My Personal Business Commitments are tied to quality improvement


My Personal Business Commitments are tied to quality improvement
Public blog to staff and physicians / By Rik Ganderton, President and CEO, RVHS

Focus matters.
All of the improvements we have made for patients at Rouge Valley Health System in recent years are driven by our focus on achieving specific goals. It is our standard work to set annual personal business commitments (PBCs) to define that focus.

My 2011/12 personal business commitments show how we will achieve our Quality ImprovementPlan (QIP) and our three-year Strategic Plan-On-A-Page.

My PBCs set out the direction for all other team members, vice-presidents, directors and everyone throughout the hospital. Think of the PBCs as our high-level work plan for this fiscal year and a set of steps toward achieving our longer-term strategic plan.

Connecting our PBCs to the QIP also aligns us with key provincial government legislation. The QIP stems directly from the province’s Excellent Care for All Act. So the QIP offers a roadmap to implementing improvements to our patients’ experience.

At Rouge Valley, we have committed to an ambitious set of goals to improve the patient experience. These are aligned with our Strategic Plan-On-A-Page and the four strategic dimensions embedded in it: 
  1. Access to Care;
  2. Service Excellence;
  3. Team Engagement; and
  4. Fiscal Responsibility.

Please read the MS Excel spreadsheet of the RVHS Executive 2011–12 Personal Business Commitments for me and the entire senior management team. You’ll see how each dimension leads to a set of measurements that we will deliver and track our achievements against. (View the members of senior management team and the roles that they play at our hospital.) 

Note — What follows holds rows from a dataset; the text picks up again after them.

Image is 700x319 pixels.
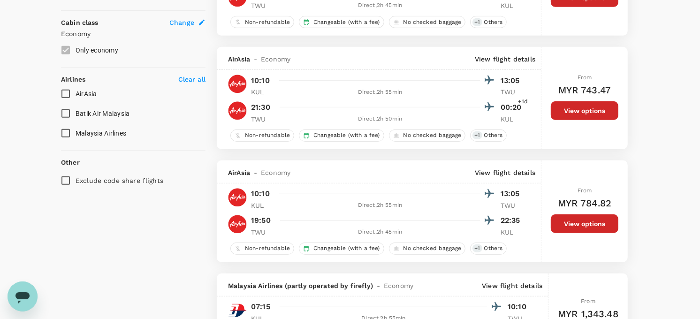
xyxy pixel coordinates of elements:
p: KUL [251,87,274,97]
img: AK [228,75,247,93]
span: No checked baggage [399,18,465,26]
span: Changeable (with a fee) [309,244,383,252]
div: +1Others [470,16,506,28]
span: AirAsia [75,90,97,98]
strong: Airlines [61,75,85,83]
span: Changeable (with a fee) [309,18,383,26]
span: From [580,298,595,304]
span: AirAsia [228,54,250,64]
p: 19:50 [251,215,271,226]
p: KUL [251,201,274,210]
strong: Cabin class [61,19,98,26]
p: Other [61,158,80,167]
p: 21:30 [251,102,270,113]
span: + 1 [472,18,482,26]
button: View options [550,214,618,233]
p: TWU [251,114,274,124]
div: Non-refundable [230,242,294,255]
p: TWU [500,201,524,210]
div: Changeable (with a fee) [299,242,384,255]
span: Economy [384,281,413,290]
span: Others [480,244,506,252]
span: Economy [261,168,290,177]
span: Non-refundable [241,131,294,139]
span: AirAsia [228,168,250,177]
p: 07:15 [251,301,270,312]
div: Changeable (with a fee) [299,16,384,28]
img: AK [228,188,247,207]
div: Direct , 2h 55min [280,88,480,97]
span: Others [480,18,506,26]
div: Non-refundable [230,129,294,142]
div: Direct , 2h 55min [280,201,480,210]
span: Change [169,18,194,27]
span: - [250,168,261,177]
p: 13:05 [500,188,524,199]
h6: MYR 743.47 [558,83,611,98]
span: Economy [261,54,290,64]
p: 10:10 [251,75,270,86]
p: 00:20 [500,102,524,113]
div: Non-refundable [230,16,294,28]
span: From [577,187,592,194]
p: TWU [500,87,524,97]
div: +1Others [470,242,506,255]
span: Malaysia Airlines (partly operated by firefly) [228,281,373,290]
span: Malaysia Airlines [75,129,126,137]
span: From [577,74,592,81]
p: View flight details [475,168,535,177]
p: KUL [500,114,524,124]
span: Others [480,131,506,139]
p: Exclude code share flights [75,176,163,185]
div: Changeable (with a fee) [299,129,384,142]
div: Direct , 2h 45min [280,1,480,10]
div: No checked baggage [389,129,466,142]
span: + 1 [472,131,482,139]
div: +1Others [470,129,506,142]
div: Direct , 2h 45min [280,227,480,237]
div: No checked baggage [389,16,466,28]
p: View flight details [482,281,542,290]
span: Only economy [75,46,118,54]
span: Non-refundable [241,244,294,252]
span: No checked baggage [399,131,465,139]
p: KUL [500,227,524,237]
span: - [250,54,261,64]
button: View options [550,101,618,120]
img: AK [228,101,247,120]
p: 10:10 [251,188,270,199]
h6: MYR 784.82 [558,196,611,211]
p: TWU [251,1,274,10]
p: 22:35 [500,215,524,226]
p: Economy [61,29,205,38]
span: + 1 [472,244,482,252]
p: 10:10 [507,301,531,312]
p: TWU [251,227,274,237]
p: View flight details [475,54,535,64]
img: AK [228,215,247,234]
span: Changeable (with a fee) [309,131,383,139]
p: 13:05 [500,75,524,86]
span: +1d [518,97,527,106]
span: Batik Air Malaysia [75,110,130,117]
div: Direct , 2h 50min [280,114,480,124]
span: No checked baggage [399,244,465,252]
span: - [373,281,384,290]
iframe: Button to launch messaging window [8,281,38,311]
div: No checked baggage [389,242,466,255]
p: Clear all [178,75,205,84]
span: Non-refundable [241,18,294,26]
p: KUL [500,1,524,10]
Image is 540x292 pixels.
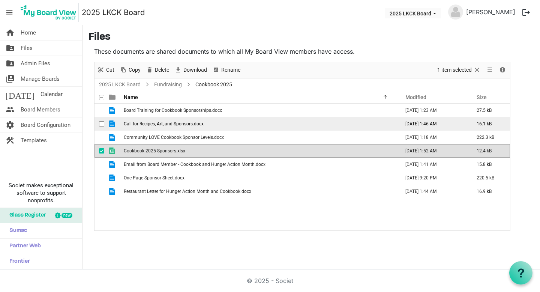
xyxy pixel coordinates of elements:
[6,71,15,86] span: switch_account
[397,144,468,157] td: September 09, 2025 1:52 AM column header Modified
[94,157,104,171] td: checkbox
[468,157,510,171] td: 15.8 kB is template cell column header Size
[97,80,142,89] a: 2025 LKCK Board
[21,133,47,148] span: Templates
[104,130,121,144] td: is template cell column header type
[397,103,468,117] td: September 09, 2025 1:23 AM column header Modified
[485,65,494,75] button: View dropdownbutton
[40,87,63,102] span: Calendar
[397,117,468,130] td: September 09, 2025 1:46 AM column header Modified
[483,62,496,78] div: View
[6,208,46,223] span: Glass Register
[121,103,397,117] td: Board Training for Cookbook Sponsorships.docx is template cell column header Name
[468,144,510,157] td: 12.4 kB is template cell column header Size
[104,184,121,198] td: is template cell column header type
[124,189,251,194] span: Restaurant Letter for Hunger Action Month and Cookbook.docx
[61,212,72,218] div: new
[154,65,170,75] span: Delete
[468,171,510,184] td: 220.5 kB is template cell column header Size
[121,157,397,171] td: Email from Board Member - Cookbook and Hunger Action Month.docx is template cell column header Name
[21,102,60,117] span: Board Members
[145,65,171,75] button: Delete
[121,117,397,130] td: Call for Recipes, Art, and Sponsors.docx is template cell column header Name
[6,87,34,102] span: [DATE]
[6,56,15,71] span: folder_shared
[94,47,510,56] p: These documents are shared documents to which all My Board View members have access.
[468,184,510,198] td: 16.9 kB is template cell column header Size
[6,102,15,117] span: people
[2,5,16,19] span: menu
[124,108,222,113] span: Board Training for Cookbook Sponsorships.docx
[6,40,15,55] span: folder_shared
[6,133,15,148] span: construction
[94,62,117,78] div: Cut
[6,25,15,40] span: home
[121,184,397,198] td: Restaurant Letter for Hunger Action Month and Cookbook.docx is template cell column header Name
[104,144,121,157] td: is template cell column header type
[397,184,468,198] td: September 09, 2025 1:44 AM column header Modified
[104,171,121,184] td: is template cell column header type
[124,135,224,140] span: Community LOVE Cookbook Sponsor Levels.docx
[104,103,121,117] td: is template cell column header type
[6,117,15,132] span: settings
[434,62,483,78] div: Clear selection
[21,40,33,55] span: Files
[121,130,397,144] td: Community LOVE Cookbook Sponsor Levels.docx is template cell column header Name
[18,3,79,22] img: My Board View Logo
[124,162,265,167] span: Email from Board Member - Cookbook and Hunger Action Month.docx
[220,65,241,75] span: Rename
[3,181,79,204] span: Societ makes exceptional software to support nonprofits.
[21,56,50,71] span: Admin Files
[496,62,509,78] div: Details
[88,31,534,44] h3: Files
[211,65,242,75] button: Rename
[183,65,208,75] span: Download
[94,103,104,117] td: checkbox
[94,130,104,144] td: checkbox
[172,62,209,78] div: Download
[405,94,426,100] span: Modified
[124,175,184,180] span: One Page Sponsor Sheet.docx
[397,130,468,144] td: September 09, 2025 1:18 AM column header Modified
[436,65,472,75] span: 1 item selected
[121,171,397,184] td: One Page Sponsor Sheet.docx is template cell column header Name
[6,254,30,269] span: Frontier
[121,144,397,157] td: Cookbook 2025 Sponsors.xlsx is template cell column header Name
[468,103,510,117] td: 27.5 kB is template cell column header Size
[96,65,116,75] button: Cut
[143,62,172,78] div: Delete
[497,65,507,75] button: Details
[117,62,143,78] div: Copy
[448,4,463,19] img: no-profile-picture.svg
[94,144,104,157] td: checkbox
[82,5,145,20] a: 2025 LKCK Board
[385,8,441,18] button: 2025 LKCK Board dropdownbutton
[21,25,36,40] span: Home
[153,80,183,89] a: Fundraising
[104,117,121,130] td: is template cell column header type
[6,223,27,238] span: Sumac
[18,3,82,22] a: My Board View Logo
[124,94,138,100] span: Name
[21,71,60,86] span: Manage Boards
[128,65,141,75] span: Copy
[468,117,510,130] td: 16.1 kB is template cell column header Size
[209,62,243,78] div: Rename
[105,65,115,75] span: Cut
[94,171,104,184] td: checkbox
[94,117,104,130] td: checkbox
[468,130,510,144] td: 222.3 kB is template cell column header Size
[6,238,41,253] span: Partner Web
[194,80,233,89] span: Cookbook 2025
[463,4,518,19] a: [PERSON_NAME]
[124,121,203,126] span: Call for Recipes, Art, and Sponsors.docx
[436,65,482,75] button: Selection
[397,157,468,171] td: September 09, 2025 1:41 AM column header Modified
[247,277,293,284] a: © 2025 - Societ
[518,4,534,20] button: logout
[104,157,121,171] td: is template cell column header type
[476,94,486,100] span: Size
[173,65,208,75] button: Download
[397,171,468,184] td: September 16, 2025 9:20 PM column header Modified
[118,65,142,75] button: Copy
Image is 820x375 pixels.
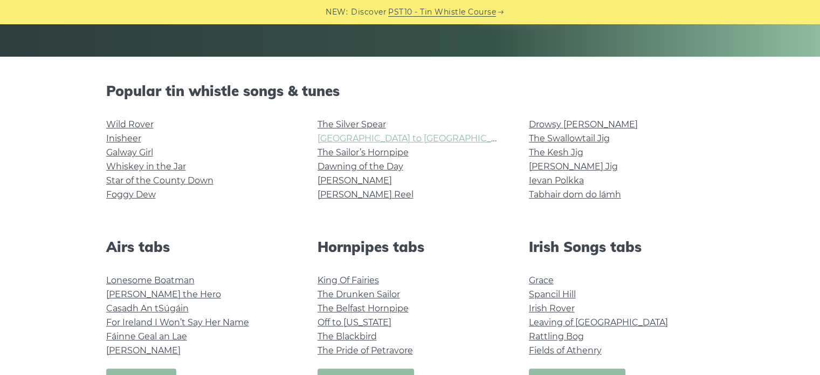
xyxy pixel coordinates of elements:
h2: Popular tin whistle songs & tunes [106,83,715,99]
span: NEW: [326,6,348,18]
span: Discover [351,6,387,18]
a: The Belfast Hornpipe [318,303,409,313]
a: Lonesome Boatman [106,275,195,285]
a: Off to [US_STATE] [318,317,392,327]
a: Foggy Dew [106,189,156,200]
a: The Sailor’s Hornpipe [318,147,409,157]
a: Spancil Hill [529,289,576,299]
a: Casadh An tSúgáin [106,303,189,313]
a: [PERSON_NAME] Reel [318,189,414,200]
a: Rattling Bog [529,331,584,341]
a: The Swallowtail Jig [529,133,610,143]
a: PST10 - Tin Whistle Course [388,6,496,18]
h2: Airs tabs [106,238,292,255]
a: [PERSON_NAME] [106,345,181,355]
a: [PERSON_NAME] the Hero [106,289,221,299]
a: Whiskey in the Jar [106,161,186,172]
a: Drowsy [PERSON_NAME] [529,119,638,129]
a: The Silver Spear [318,119,386,129]
a: The Pride of Petravore [318,345,413,355]
a: Irish Rover [529,303,575,313]
a: Grace [529,275,554,285]
a: Fáinne Geal an Lae [106,331,187,341]
a: [PERSON_NAME] Jig [529,161,618,172]
a: Star of the County Down [106,175,214,186]
a: Dawning of the Day [318,161,403,172]
a: King Of Fairies [318,275,379,285]
a: Leaving of [GEOGRAPHIC_DATA] [529,317,668,327]
a: Galway Girl [106,147,153,157]
a: The Blackbird [318,331,377,341]
a: The Drunken Sailor [318,289,400,299]
a: Fields of Athenry [529,345,602,355]
a: For Ireland I Won’t Say Her Name [106,317,249,327]
a: Wild Rover [106,119,154,129]
a: The Kesh Jig [529,147,584,157]
h2: Hornpipes tabs [318,238,503,255]
a: Inisheer [106,133,141,143]
a: [GEOGRAPHIC_DATA] to [GEOGRAPHIC_DATA] [318,133,517,143]
a: Tabhair dom do lámh [529,189,621,200]
h2: Irish Songs tabs [529,238,715,255]
a: Ievan Polkka [529,175,584,186]
a: [PERSON_NAME] [318,175,392,186]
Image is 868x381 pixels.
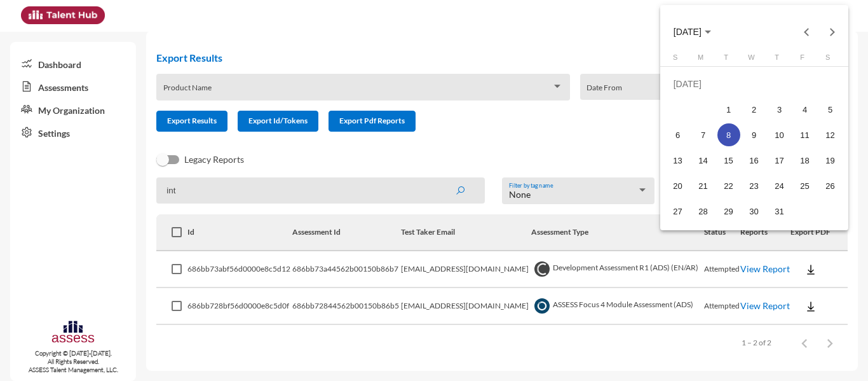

Each commitment is connected to weightings – the relative importance of each item – so the items with the greatest weighting will receive our greatest focus. To view my goals and weightings just click on my tab in the document.

You’ll see that we are all committed to measuring our performance against four heavily weighted metrics: the hospital standardized mortality ratio; achieving a top notch emergency department patient length of stay for our admitted patients; meeting our financial targets of generating a surplus so that we can reinvest in infrastructure and equipment; and staff satisfaction, to support our team of employees and physicians in improving patient care.

The PBCs hold me, and us, accountable to:
  • Delivering high quality health care;
  • Creating a positive patient experience;
  • Ensuring that we are responsive and accountable to the public; and
  • Being transparent about it.

These PBCs start the chain of accountability to move us further along on our journey of operational and cultural transformation, which we started in 2007-2008.  

We continue to use Lean as our management philosophy and framework for continuous improvement. It is the philosophy and tool kit that enable us to implement the PBCs. It is our expectation that every department and program use our many Lean tools or techniques. These tools and techniques include value stream analysis, process mapping,  Kaizen events, standard work, reorganizing the work environment (6S), A3 problem-solving, process control boards, Kamishibai (visual management auditing mechanisms) and more.

In my next blog I will talk about how we are bringing a consistent strategic alignment throughout the organization and one of the specific techniques we are using to do this – the Gemba walk.